C3.2 Reactivity series Flashcards
(14 cards)
What is the reactivity series?
A list of metals (and carbon & hydrogen) in order of how easily they react, especially with water or acids.
Name the first five most reactive metals in the series.
Potassium, sodium, calcium, magnesium, aluminium.
Which elements are often included in the reactivity series that aren’t metals?
Carbon and hydrogen.
Why is carbon included in the reactivity series?
To help decide whether a metal can be extracted by reduction with carbon.
Why is hydrogen included in the reactivity series?
To compare a metal’s reactivity with acids — metals above hydrogen react with dilute acids to release hydrogen gas.
How can metal reactivity be tested?
By reacting metals with acids or water and observing the rate of reaction (e.g. bubbles, temperature rise).
Which metals react with cold water?
Potassium, sodium, calcium (sometimes lithium).
Which metals react with dilute acids but not cold water?
Magnesium, zinc, iron.
Which metals do not react with dilute acids or water?
Copper, silver, gold.
What happens when a metal reacts with an acid?
It forms a salt and hydrogen gas.
Give the general word equation for a metal + acid reaction.
Metal + acid → salt + hydrogen.
What is a displacement reaction?
A more reactive metal displaces a less reactive metal from its compound.
What is observed when magnesium is added to copper sulfate solution?
The solution changes colour and copper metal forms — a displacement reaction occurs.
Why doesn’t copper displace zinc from zinc sulfate solution?
Because copper is less reactive than zinc.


The required result is each line of the entries below containing the string "deleted".

** Opening Dataset records block **

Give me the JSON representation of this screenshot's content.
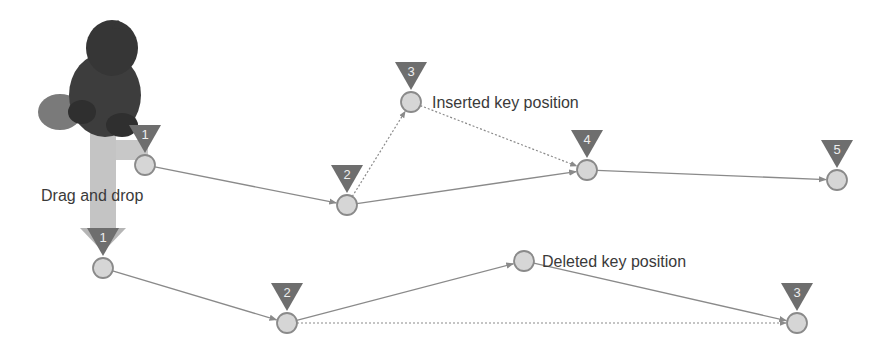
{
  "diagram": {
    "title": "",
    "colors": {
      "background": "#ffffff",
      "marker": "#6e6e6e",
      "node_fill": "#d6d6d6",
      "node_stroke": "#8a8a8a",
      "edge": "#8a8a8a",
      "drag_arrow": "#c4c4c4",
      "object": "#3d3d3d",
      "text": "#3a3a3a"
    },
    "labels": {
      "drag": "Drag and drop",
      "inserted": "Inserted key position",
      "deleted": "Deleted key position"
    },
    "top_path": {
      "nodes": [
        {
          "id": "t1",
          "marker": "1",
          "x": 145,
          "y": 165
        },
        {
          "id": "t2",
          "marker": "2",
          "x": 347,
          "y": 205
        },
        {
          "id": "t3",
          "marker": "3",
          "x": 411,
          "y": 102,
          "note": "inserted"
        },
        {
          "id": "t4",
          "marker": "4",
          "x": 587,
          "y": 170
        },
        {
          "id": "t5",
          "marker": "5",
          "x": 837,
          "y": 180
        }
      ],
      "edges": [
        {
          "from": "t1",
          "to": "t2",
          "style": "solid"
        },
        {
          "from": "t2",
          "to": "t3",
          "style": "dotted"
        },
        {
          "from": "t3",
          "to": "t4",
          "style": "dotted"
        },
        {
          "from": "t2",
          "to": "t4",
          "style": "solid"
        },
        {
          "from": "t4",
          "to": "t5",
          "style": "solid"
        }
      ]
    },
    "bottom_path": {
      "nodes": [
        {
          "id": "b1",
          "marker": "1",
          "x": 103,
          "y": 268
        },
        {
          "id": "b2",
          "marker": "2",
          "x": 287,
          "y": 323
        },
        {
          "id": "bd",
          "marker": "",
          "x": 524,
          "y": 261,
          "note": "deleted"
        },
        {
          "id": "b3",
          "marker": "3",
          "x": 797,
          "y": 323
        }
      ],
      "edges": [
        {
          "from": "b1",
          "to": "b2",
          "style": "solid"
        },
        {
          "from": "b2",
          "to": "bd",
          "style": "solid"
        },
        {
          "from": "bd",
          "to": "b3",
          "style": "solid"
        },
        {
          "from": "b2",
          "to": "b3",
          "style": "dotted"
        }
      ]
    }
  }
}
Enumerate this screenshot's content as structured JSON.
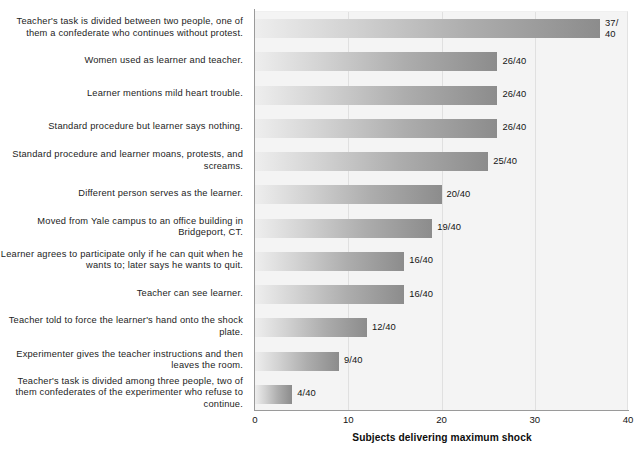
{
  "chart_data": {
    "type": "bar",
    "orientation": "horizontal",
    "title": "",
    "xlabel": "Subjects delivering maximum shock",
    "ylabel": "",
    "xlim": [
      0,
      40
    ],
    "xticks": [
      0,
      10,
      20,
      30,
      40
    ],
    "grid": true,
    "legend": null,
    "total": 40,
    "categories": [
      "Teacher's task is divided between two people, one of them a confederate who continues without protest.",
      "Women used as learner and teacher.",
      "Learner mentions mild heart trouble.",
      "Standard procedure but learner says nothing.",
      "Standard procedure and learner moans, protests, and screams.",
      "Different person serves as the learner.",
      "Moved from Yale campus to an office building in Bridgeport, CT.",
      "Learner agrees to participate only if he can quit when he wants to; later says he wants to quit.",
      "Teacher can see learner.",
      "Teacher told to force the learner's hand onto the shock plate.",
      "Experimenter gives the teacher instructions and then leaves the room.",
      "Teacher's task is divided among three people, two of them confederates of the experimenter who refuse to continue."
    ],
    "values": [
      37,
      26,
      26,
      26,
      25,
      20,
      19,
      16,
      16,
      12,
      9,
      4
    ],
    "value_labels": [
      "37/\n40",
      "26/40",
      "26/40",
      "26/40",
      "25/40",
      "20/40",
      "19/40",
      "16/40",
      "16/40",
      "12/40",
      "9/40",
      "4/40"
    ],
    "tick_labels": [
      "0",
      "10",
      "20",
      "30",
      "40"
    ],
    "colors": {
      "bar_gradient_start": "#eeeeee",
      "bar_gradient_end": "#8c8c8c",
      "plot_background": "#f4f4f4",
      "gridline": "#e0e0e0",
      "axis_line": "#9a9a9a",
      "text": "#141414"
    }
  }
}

** Closing Dataset records block **
** Opening Dataset records block **

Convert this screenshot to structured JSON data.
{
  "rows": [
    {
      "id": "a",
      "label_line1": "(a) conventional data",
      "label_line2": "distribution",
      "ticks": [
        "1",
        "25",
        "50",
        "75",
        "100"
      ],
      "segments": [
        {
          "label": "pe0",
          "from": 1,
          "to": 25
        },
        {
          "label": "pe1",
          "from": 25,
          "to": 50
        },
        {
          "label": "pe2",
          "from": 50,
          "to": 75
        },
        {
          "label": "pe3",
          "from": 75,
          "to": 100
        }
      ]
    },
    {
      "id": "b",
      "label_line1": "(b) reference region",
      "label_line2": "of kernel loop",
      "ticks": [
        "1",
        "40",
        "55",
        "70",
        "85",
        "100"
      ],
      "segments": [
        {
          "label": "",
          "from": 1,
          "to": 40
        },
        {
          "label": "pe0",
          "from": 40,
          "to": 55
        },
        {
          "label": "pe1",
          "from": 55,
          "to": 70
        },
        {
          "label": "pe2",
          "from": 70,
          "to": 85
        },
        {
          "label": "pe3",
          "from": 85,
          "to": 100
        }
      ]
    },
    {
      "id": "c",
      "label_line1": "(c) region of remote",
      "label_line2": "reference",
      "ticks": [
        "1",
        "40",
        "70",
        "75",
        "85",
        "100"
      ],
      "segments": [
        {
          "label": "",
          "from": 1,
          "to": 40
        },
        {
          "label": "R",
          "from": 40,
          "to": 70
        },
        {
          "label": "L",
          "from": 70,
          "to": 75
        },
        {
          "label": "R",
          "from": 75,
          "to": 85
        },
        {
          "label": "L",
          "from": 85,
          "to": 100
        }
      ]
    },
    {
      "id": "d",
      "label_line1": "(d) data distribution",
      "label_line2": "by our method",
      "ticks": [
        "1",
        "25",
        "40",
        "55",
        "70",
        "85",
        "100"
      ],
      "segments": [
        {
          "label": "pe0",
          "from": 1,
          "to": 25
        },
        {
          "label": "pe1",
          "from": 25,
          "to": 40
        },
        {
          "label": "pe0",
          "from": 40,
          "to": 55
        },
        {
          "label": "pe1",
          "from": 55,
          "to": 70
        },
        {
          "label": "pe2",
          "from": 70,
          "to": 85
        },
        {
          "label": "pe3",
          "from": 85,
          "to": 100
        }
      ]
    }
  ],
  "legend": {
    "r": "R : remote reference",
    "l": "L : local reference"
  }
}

** Closing Dataset records block **

▶ Solution:
      "deleted": "Deleted key position"
          "note": "deleted"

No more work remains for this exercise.